The work is set in what is today central southern Ontario
Ontario
Ontario is a province of Canada, located in east-central Canada. It is Canada's most populous province and second largest in total area. It is home to the nation's most populous city, Toronto, and the nation's capital, Ottawa....

, just south of Rice Lake
Rice Lake
- Communities :In the United States* Rice Lake, Minnesota, a census-designated place in Clearwater County* Rice Lake , Minnesota, in Dodge and Steele counties* Rice Lake Township, St...

, where three children become lost and must fend for themselves. Drawing from its namesake, Daniel Defoe's 1719 novel Robinson Crusoe
Robinson Crusoe
Robinson Crusoe is a novel by Daniel Defoe that was first published in 1719. Epistolary, confessional, and didactic in form, the book is a fictional autobiography of the title character—a castaway who spends 28 years on a remote tropical island near Trinidad, encountering cannibals, captives, and...

, the novel sets out to show that these children, two English Canadian and one French Canadian, are able to work together to survive in the new world of Canada.
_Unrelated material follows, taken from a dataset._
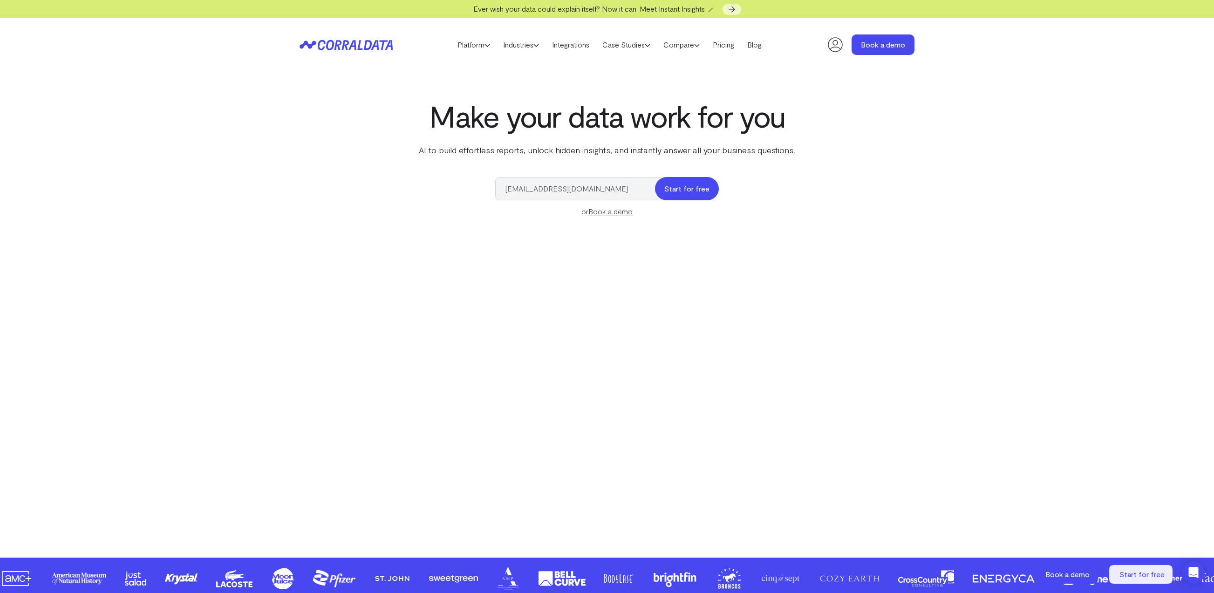 Image resolution: width=1214 pixels, height=593 pixels. Describe the element at coordinates (580, 189) in the screenshot. I see `input: Enter work email*` at that location.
This spirit of cooperation is emphasized by the fact that the children later meet a Mohawk
Mohawk nation
Mohawk are the most easterly tribe of the Iroquois confederation. They call themselves Kanien'gehaga, people of the place of the flint...

girl who joins their group and is able to help them with her own skills.

By the end of the novel, the children escape from the Canadian wilderness and are paired off - the English Canadian boy with the Mohawk girl and the French Canadian boy with the English Canadian girl. Their skills are all useful, and they must work together to survive. Metaphorically, their cooperation suggests the activity of peaceful nation-building. However, the English Canadian ethic is still privileged over the other views.